Mathematics Course Information, Fall 98

Course Information. Fall 98

A new course: Introduction to Mathematics, MTH 119a

Mathematics is an extraordinary human achievement. This course will survey important ideas from the major areas of mathematics. Topics will be selected on the basis of their beauty and lasting impact. The goal will be to develop a sense of what mathematics is - its vitality and variety. Students will be required to write commentaries, prepare lab reports, and complete a final paper.

Topics in Topology and Geometry, MTH 342a

Please note topic and course description in catalog are incorrect.
Topic for fall 1998: Differential Geometry

In Differential Geometry, we continue the study of curves and surfaces we began in Calculus and perhaps Advanced Calculus. We use a blend of approaches -- intuitive, visual, computational, analytic. There are two kinds of properties of the objects we study: local properties, which depend only behavior in a neighborhood of a point (e.g. derivatives, curvature, tangent lines and planes), and global properties, which depend on the entire surface (e.g. orientability, compactness).

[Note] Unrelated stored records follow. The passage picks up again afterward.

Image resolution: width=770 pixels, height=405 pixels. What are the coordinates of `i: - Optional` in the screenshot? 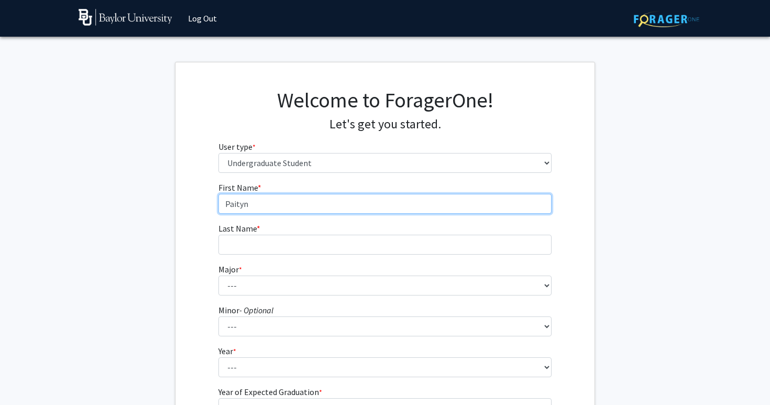 It's located at (256, 310).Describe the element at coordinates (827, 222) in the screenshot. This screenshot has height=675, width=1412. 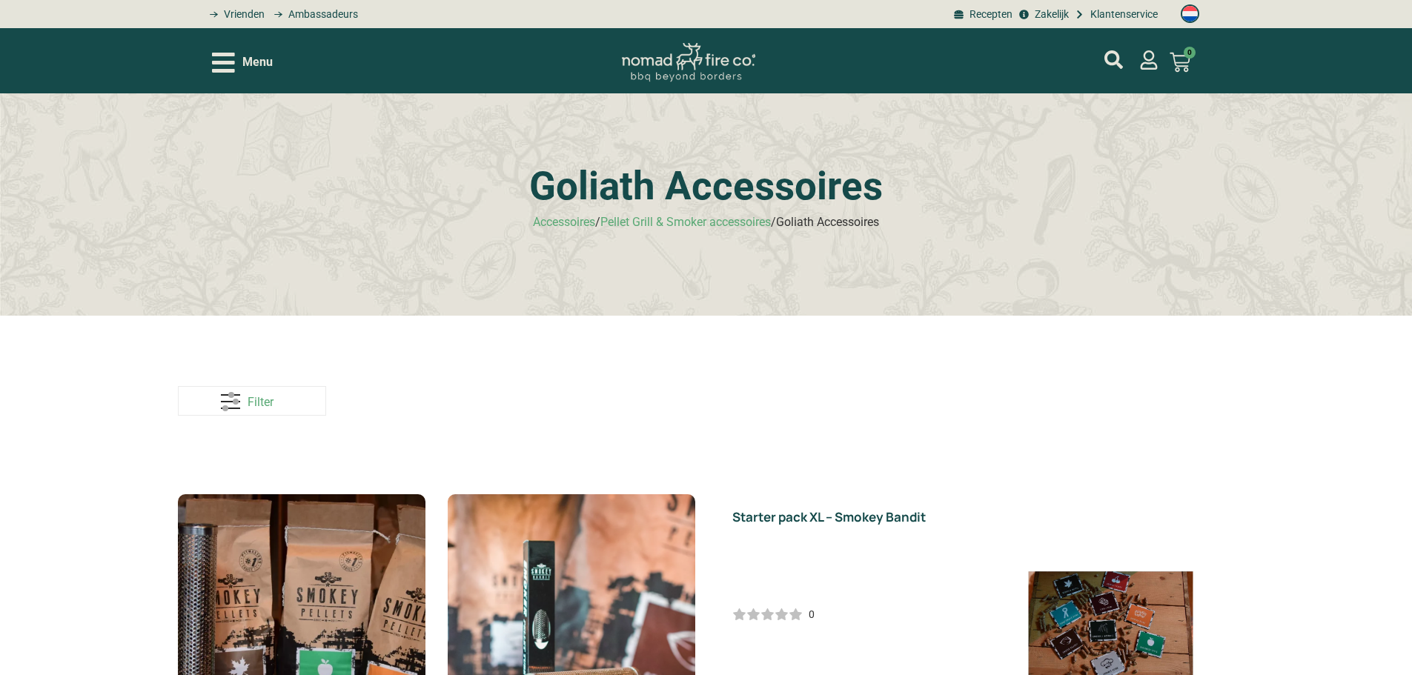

We will use a new textbook, Differential Geometry: A Geometric Introduction (Prentice Hall, 1998). The approach here is an attempt to blend the intuition and the analysis more successfully than is sometimes done. It begins with a long chapter of examples intended to form the basis of the development of both the intuition and the formal tools required for understanding curves, surfaces, and other objects - both in Euclidean space and abstractly defined. The approach is "problem-based" and there is plenty of room for exploration. I would hope to study the first six chapters thoroughly and to have students investigate an additional topic independently or in a group. There are some programs and problems (using Maple) in the text, but it seems they are relatively independent of the text, and that students with a fair amount of computer experience could develop even more interesting ways to use the computer to understand and describe the subject. The course may be of interest to majors in Physics and Computer Science as well as to Mathematics Majors.